#### The task
From the line containing "has width=1441, height=811." through the end of the material below, output each line exactly as written, with pictures excluded.

#### Records shown
+---+

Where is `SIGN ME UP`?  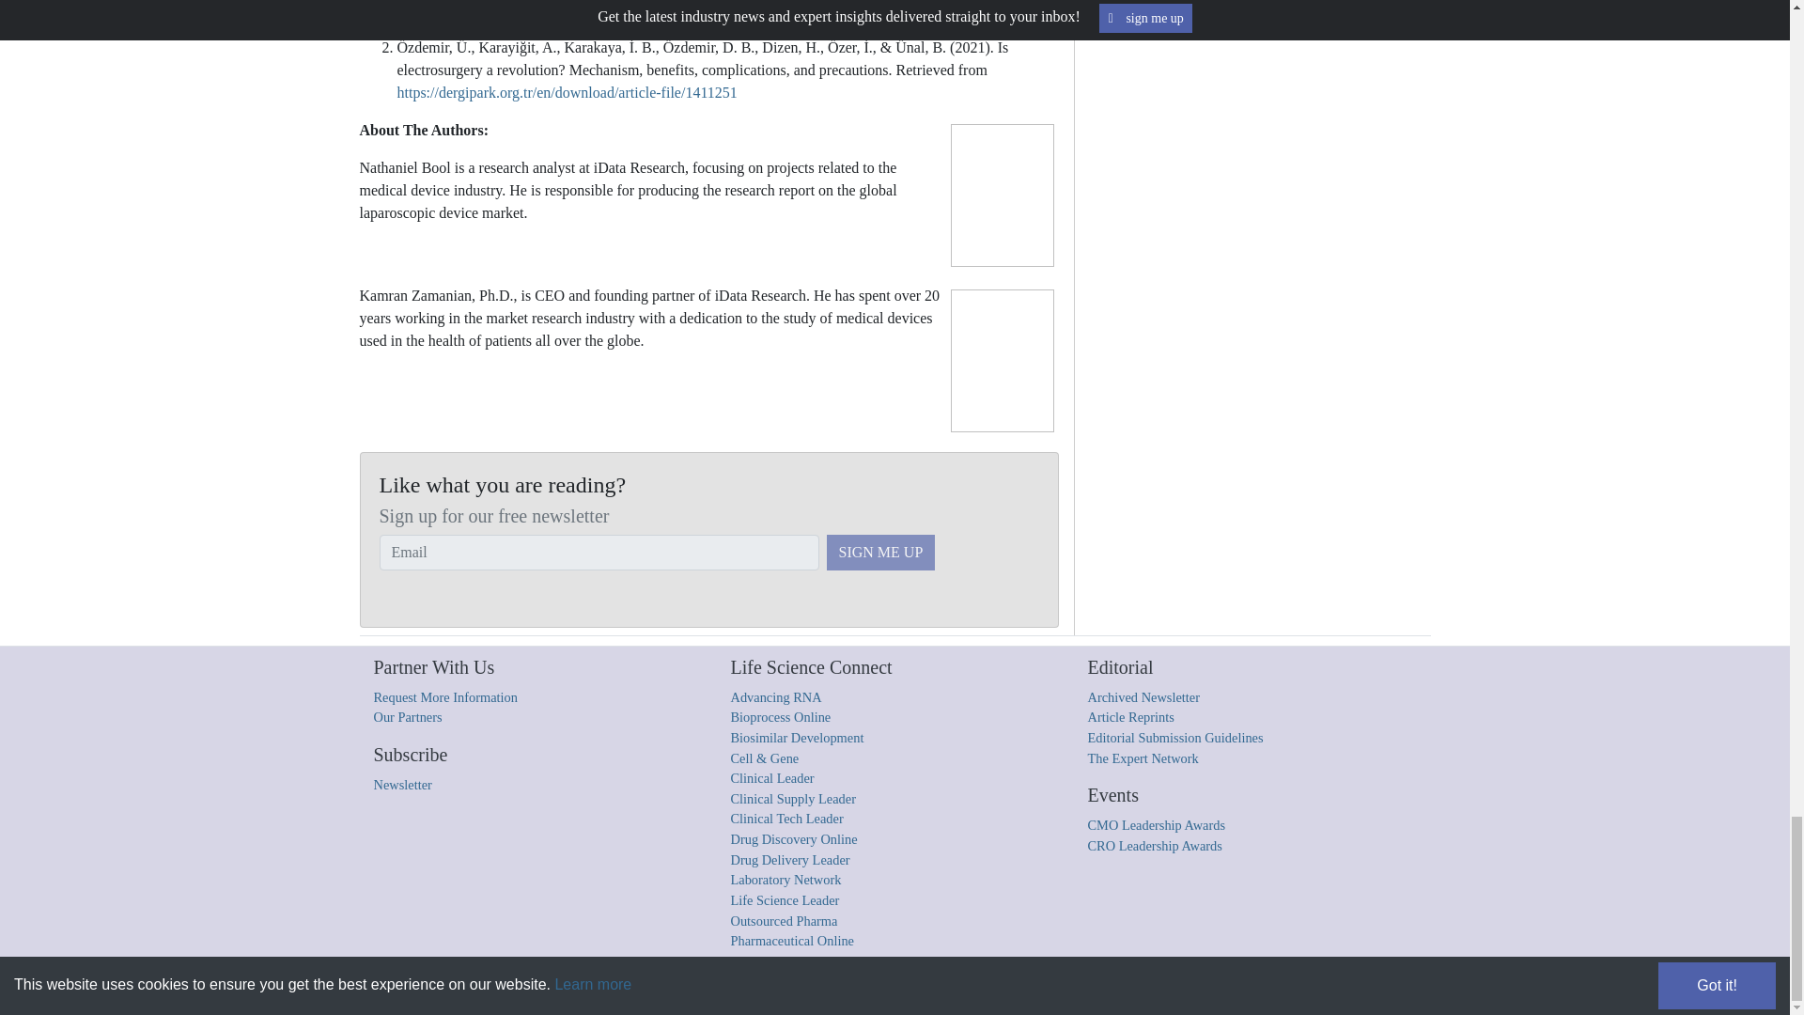
SIGN ME UP is located at coordinates (881, 552).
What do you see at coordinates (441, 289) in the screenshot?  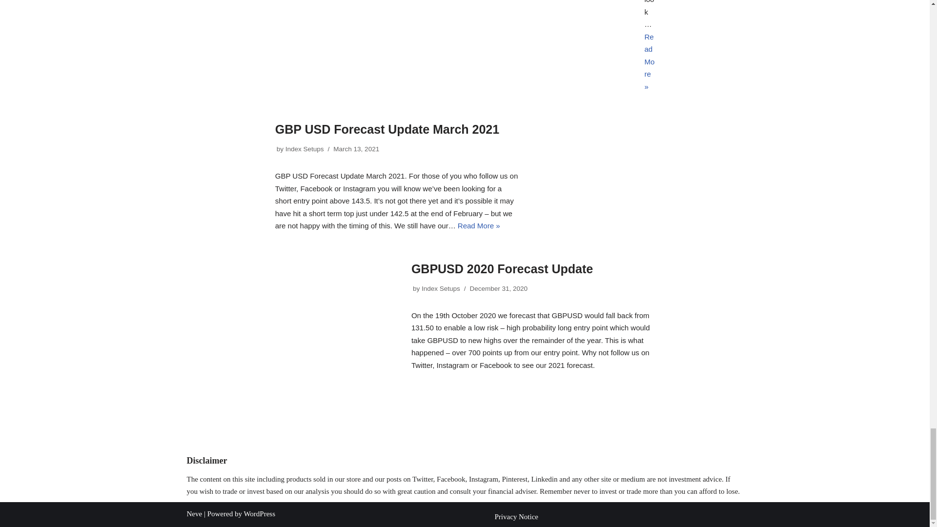 I see `Index Setups` at bounding box center [441, 289].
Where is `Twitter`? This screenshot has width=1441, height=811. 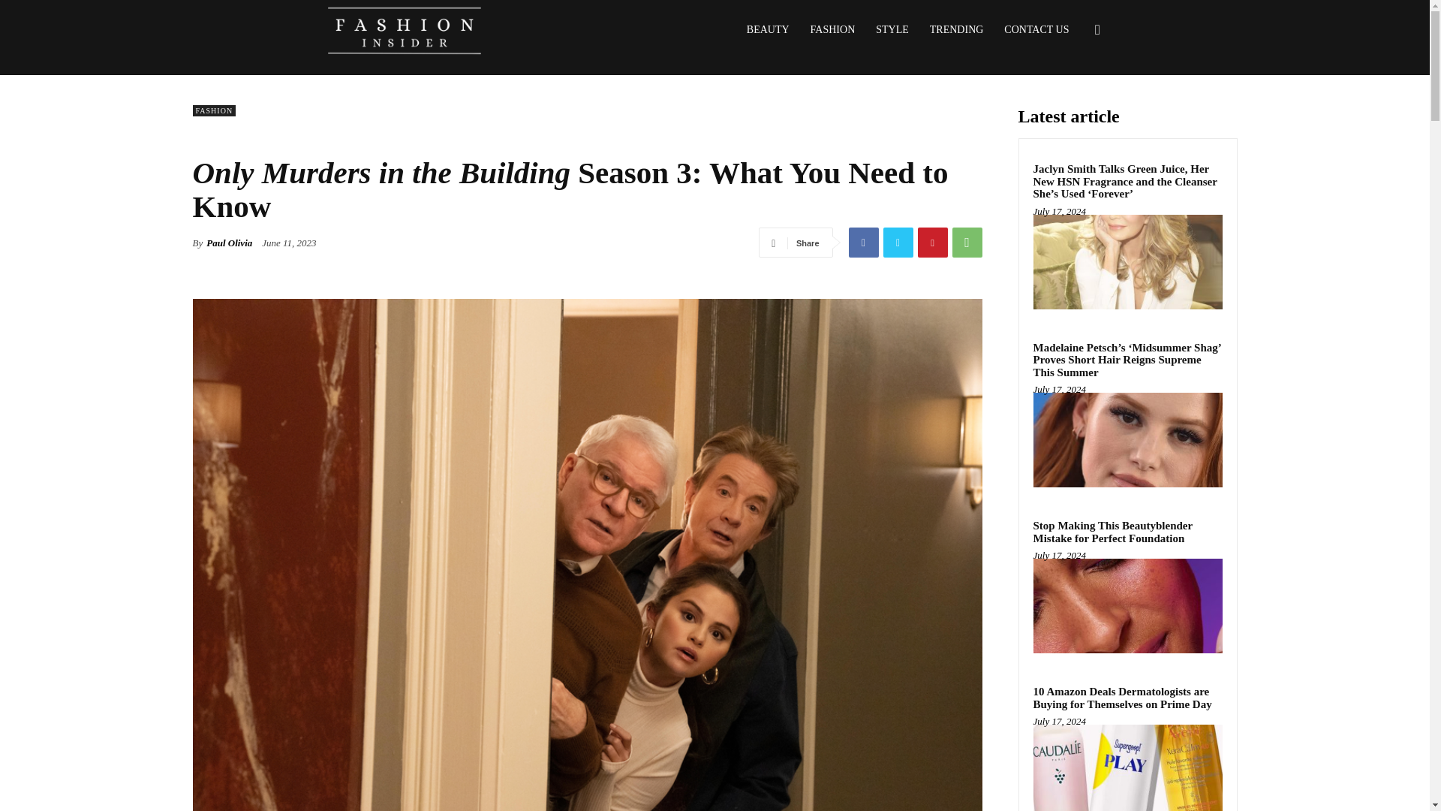
Twitter is located at coordinates (897, 242).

+---+

#### Your response
Where is `Twitter`? This screenshot has width=1441, height=811. 
Twitter is located at coordinates (897, 242).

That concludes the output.